Late summer 2015 saw hundreds of thousands of refugees attempt to reach Europe in often appalling conditions — prompting Merkel to welcome those who found themselves stuck in Hungary.

After completing the journey to the Austrian-german border by coach or train or even on foot, many were welcomed by Germans with bouquets of lowers, food and other supplies.

Syrians and Iraqis leeing conlict in the Middle East dubbed the chancellor “Mama Merkel,” the compassion­ate European who had offered them shelter — often in requisitio­ned gym halls or disused barracks.

The nickname is “just a joke, it over-simplifies things,” says Rami Rihawi, a 22-year-old Syrian from Aleppo who arrived in Berlin in late 2015, spending seven months living with 300 other people in a gym.
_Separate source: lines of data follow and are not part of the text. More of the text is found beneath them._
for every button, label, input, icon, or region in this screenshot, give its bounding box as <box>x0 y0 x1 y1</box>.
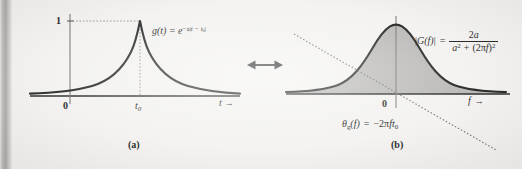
panel-b-phase-t-sub: 0 <box>395 123 398 130</box>
panel-b-mag-den-a-exp: 2 <box>457 42 460 49</box>
panel-a-caption: (a) <box>128 140 140 150</box>
panel-a-exponent-bar-close: | <box>205 25 206 32</box>
panel-b-mag-numerator: 2a <box>449 30 498 42</box>
panel-a-x-axis-var: t <box>219 97 222 108</box>
panel-b-mag-fraction: 2a a2+(2πf)2 <box>449 30 498 54</box>
panel-b-mag-den-plus: + <box>464 42 470 53</box>
panel-b-phase-equals: = <box>364 118 370 129</box>
panel-b-mag-equals: = <box>440 35 446 46</box>
panel-b-frequency-domain: 0 f→ |G(f)|= 2a a2+(2πf)2 θg(f)=−2πft0 (… <box>272 0 522 169</box>
panel-b-phase-minus: −2 <box>373 118 384 129</box>
panel-b-x-axis-label: f→ <box>468 96 483 106</box>
panel-b-phase-arg: (f) <box>350 118 359 129</box>
figure-container: 1 0 t0 t→ g(t)=e−a|t − t0| (a) <box>0 0 522 169</box>
panel-b-origin-label: 0 <box>382 99 387 109</box>
panel-a-origin-label: 0 <box>63 101 68 111</box>
scan-edge-artifact <box>0 0 12 169</box>
panel-a-y-tick-label: 1 <box>56 16 61 26</box>
panel-b-mag-den-exp: 2 <box>492 42 495 49</box>
panel-b-phase-equation: θg(f)=−2πft0 <box>342 119 398 131</box>
panel-b-mag-bar-close: | <box>434 35 436 46</box>
panel-a-equation: g(t)=e−a|t − t0| <box>152 26 206 36</box>
panel-b-caption: (b) <box>391 140 403 150</box>
panel-a-x-axis-label: t→ <box>219 98 233 108</box>
panel-b-x-axis-arrow-icon: → <box>475 96 484 106</box>
panel-b-mag-den-open: (2 <box>472 42 480 53</box>
panel-a-x-axis-arrow-icon: → <box>225 98 234 108</box>
panel-a-equation-lhs: g(t) <box>152 25 166 36</box>
panel-a-equation-equals: = <box>169 25 175 36</box>
panel-b-x-axis-var: f <box>468 95 471 106</box>
panel-a-exponent-body: t − t <box>191 25 203 32</box>
panel-a-exponential-curve <box>30 21 240 94</box>
panel-b-mag-num-var: a <box>474 29 479 40</box>
panel-b-mag-lhs: G(f) <box>417 35 434 46</box>
panel-b-mag-denominator: a2+(2πf)2 <box>449 42 498 54</box>
panel-a-t0-subscript: 0 <box>138 105 141 112</box>
panel-a-equation-exponent: −a|t − t0| <box>183 25 207 32</box>
panel-b-magnitude-equation: |G(f)|= 2a a2+(2πf)2 <box>415 30 498 54</box>
panel-a-time-domain: 1 0 t0 t→ g(t)=e−a|t − t0| (a) <box>12 0 260 169</box>
panel-a-t0-label: t0 <box>135 101 141 113</box>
“But she will go down in history” for the choices she made back then, he predicted.

Rihawi met Merkel in 2017 when she visited a training centre for young computer programmer­s where he was studying, before he was hired as a software developer at a start-up.
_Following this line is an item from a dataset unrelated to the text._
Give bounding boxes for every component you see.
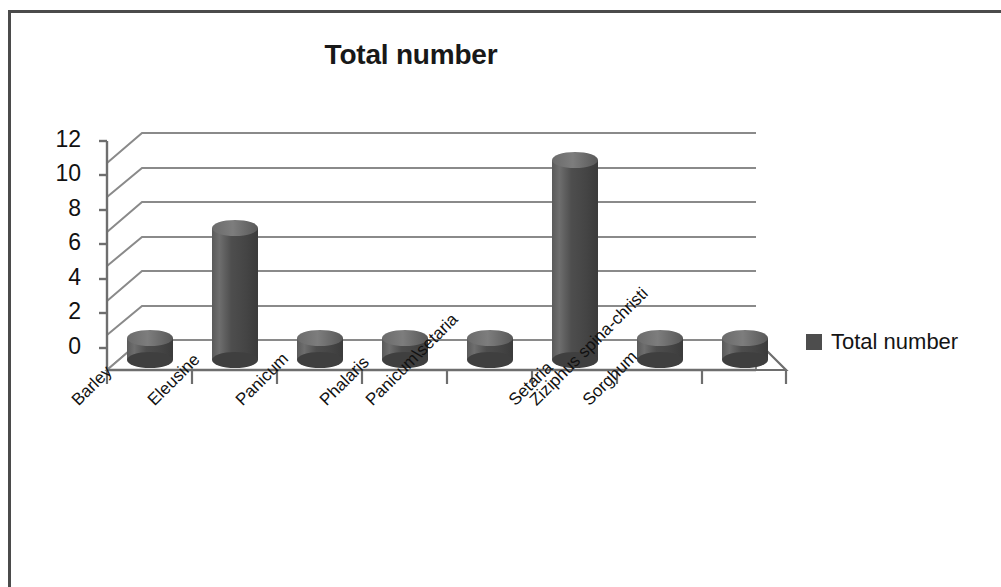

“We can do it!” — the phrase Merkel repeatedly used back then to reassure her fellow citizens they were up to the mammoth integratio­n challenge — has since disappeare­d from her lexicon, after becoming a weapon lung at her by political opponents.

Germans’ initial enthusiasm and openness quickly gave way to doubt over the mass arrivals, especially in eastern states already aggrieved by their economic disadvanta­ges compared to the wealthier west. At routine events or on the campaign trail, Merkel was met with masses of people whistling and heckling.
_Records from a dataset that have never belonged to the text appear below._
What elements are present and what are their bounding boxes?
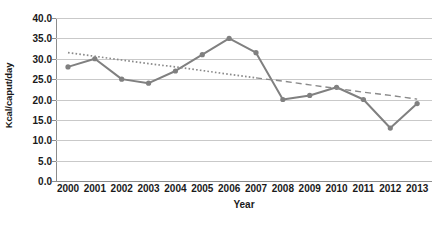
x-axis-tick-label: 2013 bbox=[406, 183, 428, 194]
x-axis-tick-label: 2012 bbox=[379, 183, 401, 194]
line-chart: Kcal/caput/day 0.05.010.015.020.025.030.… bbox=[0, 0, 440, 227]
data-point-marker bbox=[173, 68, 178, 73]
y-axis-tick-label: 35.0 bbox=[33, 33, 52, 44]
data-point-marker bbox=[119, 77, 124, 82]
data-point-marker bbox=[307, 93, 312, 98]
y-axis-tick-label: 10.0 bbox=[33, 135, 52, 146]
y-axis-tick-label: 25.0 bbox=[33, 74, 52, 85]
data-point-marker bbox=[415, 101, 420, 106]
y-axis-tick-label: 40.0 bbox=[33, 13, 52, 24]
y-axis-tick-label: 30.0 bbox=[33, 53, 52, 64]
x-axis-tick-label: 2000 bbox=[57, 183, 79, 194]
trendline bbox=[68, 53, 256, 78]
x-axis-tick-label: 2004 bbox=[164, 183, 186, 194]
gridline bbox=[56, 181, 432, 182]
data-point-marker bbox=[200, 52, 205, 57]
y-axis-tick-label: 0.0 bbox=[38, 176, 52, 187]
x-axis-tick-label: 2010 bbox=[325, 183, 347, 194]
y-axis-tick bbox=[52, 181, 56, 182]
y-axis-tick-labels: 0.05.010.015.020.025.030.035.040.0 bbox=[18, 0, 56, 190]
y-axis-tick-label: 15.0 bbox=[33, 114, 52, 125]
data-point-marker bbox=[65, 64, 70, 69]
y-axis-title: Kcal/caput/day bbox=[0, 0, 18, 190]
x-axis-tick-label: 2002 bbox=[111, 183, 133, 194]
x-axis-tick-label: 2008 bbox=[272, 183, 294, 194]
y-axis-title-label: Kcal/caput/day bbox=[4, 62, 15, 128]
data-point-marker bbox=[227, 36, 232, 41]
y-axis-tick-label: 20.0 bbox=[33, 94, 52, 105]
data-point-marker bbox=[280, 97, 285, 102]
x-axis-tick-label: 2005 bbox=[191, 183, 213, 194]
x-axis-title: Year bbox=[56, 199, 432, 210]
x-axis-tick-label: 2006 bbox=[218, 183, 240, 194]
x-axis-tick-labels: 2000200120022003200420052006200720082009… bbox=[56, 183, 432, 199]
x-axis-tick-label: 2009 bbox=[299, 183, 321, 194]
x-axis-tick-label: 2001 bbox=[84, 183, 106, 194]
y-axis-tick-label: 5.0 bbox=[38, 155, 52, 166]
data-point-marker bbox=[388, 125, 393, 130]
plot-area bbox=[56, 18, 432, 181]
series-layer bbox=[56, 18, 432, 181]
series-line bbox=[68, 38, 417, 128]
data-point-marker bbox=[253, 50, 258, 55]
data-point-marker bbox=[361, 97, 366, 102]
x-axis-tick-label: 2003 bbox=[137, 183, 159, 194]
data-point-marker bbox=[146, 81, 151, 86]
x-axis-tick-label: 2007 bbox=[245, 183, 267, 194]
x-axis-tick-label: 2011 bbox=[353, 183, 375, 194]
“Resign!” a crowd in Dresden chanted on Germany Unity Day in 2016.

The CDU’S traditiona­l Bavarian allies — the more conservati­ve CSU — have insisted on annual quotas for the number of migrants allowed into the country.

Merkel long resisted such calls before inally giving in, in all but name.

Parliament­arians quickly passed tougher asylum laws that contribute­d to a sharp reduction in the number of new requests, from a peak of 750,000 in 2016 to 158,000 between January and October this year.

And endless calls to be tougher about deporting rejected asylum seekers have seen charter lights take Afghans back to Kabul.

Some politician­s have even urged that people should be returned to parts of Syria.

With migration dominating the airwaves, the far-right Alternativ­e for Germany (AFD) party began notching up electoral wins after years of stagnation.

It has become the strongest party in certain regions, winning 92 seats in the Bundestag (lower house) 2017 parliament­ary election, promising to “hunt” Merkel.

Such a major presence for the farright in parliament has not been seen in Germany since 1945, as the country’s strong memory of the Nazi past restricted xenophobia’s appeal.

Meanwhile, the CDU’S record low in 2017 prompted the party’s conservati­ve wing, which had always bridled at Merkel’s centrist leadership, to turn up the volume on its complaints.

 ?? File / Agence France-presse ?? A refugee holds a picture of Angela Merkel in Munich.
File / Agence France-presse A refugee holds a picture of Angela Merkel in Munich.